One can tell right away that the City College Neurodiversity Club operates in a space that prioritizes comfort.
“You can sit wherever you feel comfortable (or stand),” reads a handout given to visitors attending a club meeting, “and feel free to participate as much or as little as you want.”
The new club is dedicated to making the campus more inclusive and accessible for “neurodivergent” students such as those with autism, attention deficit hyperactivity disorder, and learning disabilities.
During their Friday afternoon meetings, members gather around a table offering snacks and a small tub full of colorful and bendy stim toys for all types of fidgeters. Some students wear dot-shaped communication stickers either green, red, or yellow depending on the level of communication they are comfortable with.
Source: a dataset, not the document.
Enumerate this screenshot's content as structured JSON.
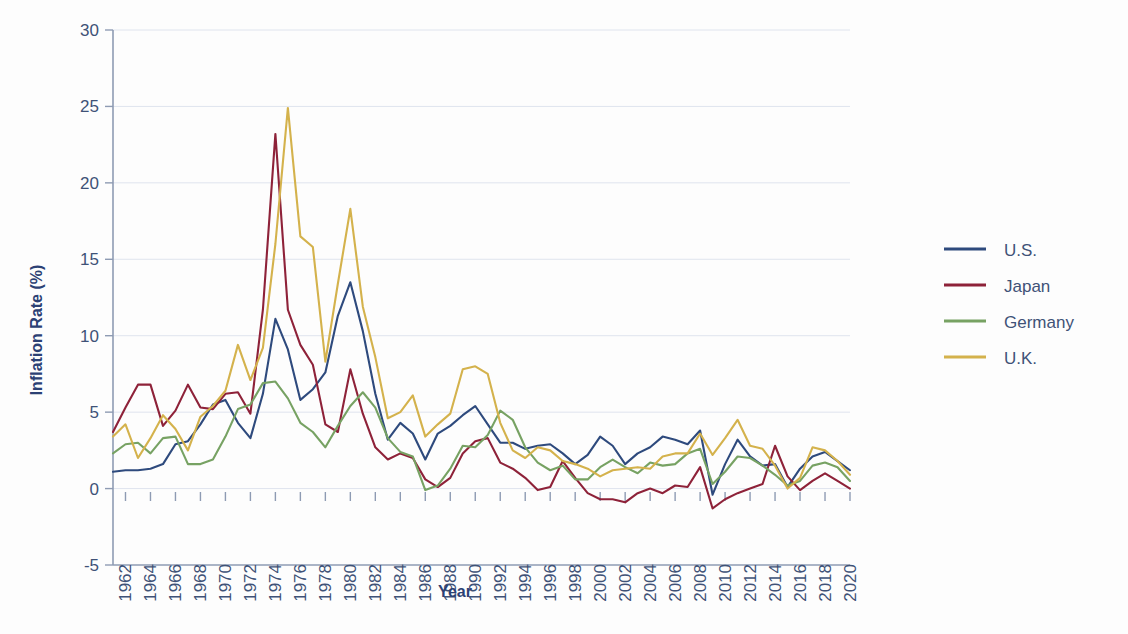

“It’s just a way for people who are autistic or neurodivergent to be able to enter a space comfortably and know they’re not going to be put on the spot socially if they’re not up for it,” explained Natalie Holdren, a private autism consultant for the college and unofficial adviser to the club.
Green stickers signal that one is entirely open to conversation, yellow, that they don’t want strangers approaching them, and red, that they want to be in the space but aren’t comfortable talking, Holdren said.
Paula Bergen, the founder and president of the club, said she got the idea for the stickers from the Autistic Self Advocacy Network, an organization that works to empower autistic people by including them in the national conversation about autism.
About 1 in 68 children in the United States has been identified with autism spectrum disorder and it is 4.5 times more common among boys, according to the Autism and Developmental Disabilities Monitoring Network.
Holdren, who’s been working in the disability field for close to 20 years, said that there are two basic models of disability: the medical model, which sees disability as inherently bad and something to be fixed or cured, and the socio-cultural model, which finds that the problem is not with the disability, but with the society that’s not accessible to everyone.
The Neurodiversity Club works with the second model, focusing on inclusivity and acceptance.
“It’s kind of a can of worms,” Holdren said about this debate around autism awareness versus acceptance. The issue becomes even more salient in the month of April, advertised as Autism Awareness Month by organizations like Autism Speaks.
Autism Speaks does research on the causes and treatments for autism, promoting initiatives like Light It Up Blue, which gets major buildings like the White House to light themselves blue to support its cause. Groups like the Autism Self Advocacy Network, however, speak out against such campaigns, decrying the White House in a one post for “choos[ing] to promote a stigmatizing and outdated view of autism.”
Holdren said that some pro-autism advocates even see Autism Speaks as a hate group because of its focus on treating and curing autism.
“A lot of people don’t know that about Autism Speaks,” Bergen said. “Most people assume that they’re helpful.”
The Neurodiversity Club identifies with an alternative movement whose goal, as described in a club handout, is to “encourage acceptance of neurodivergent people instead of attempting to change them to make them seem more neurotypical.”
The Autism Self Advocacy Network, whose tagline is “Nothing About Us Without Us,” is a major player in the disability self-advocacy movement.
“They would like the rest of the world to recognize that autistic people are valuable members of a diverse society,” Holdren said, “and that we shouldn’t be trying to get rid of a group of people.”
Holdren said that compared to K-12 schools, colleges have less legislation requiring them to assess and meet disabled students’ needs, which is why some people call college “the cliff.” She expressed how important Neurodiversity Club is in creating a support network for students with disabilities on campus.
The club is working to reach neurodivergent students, but faces issues because those students might be deterred by labels. During one meeting, the club’s marketing director at the time brought attention to this dilemma.
“You’re trying to include as many people as you can, and people who are going through different challenges don’t want to necessarily be labeled,” he said, “but once they come to the group they’ll talk about it, once they get here, but it’s got to be a place where they feel safe to share what they’re going through without knowing the group is labeled a certain kind of way.”
The club is throwing a social, its first major event, from 12:30 p.m. to 2 p.m. on April 18 in the Campus Center Club Room (CC 216), where it meets every Friday at 1:30 p.m.
“We all want to be accepted,” the former marketing director said, discussing the club’s outreach strategies. “If you were looking for acceptance, it’s right here.”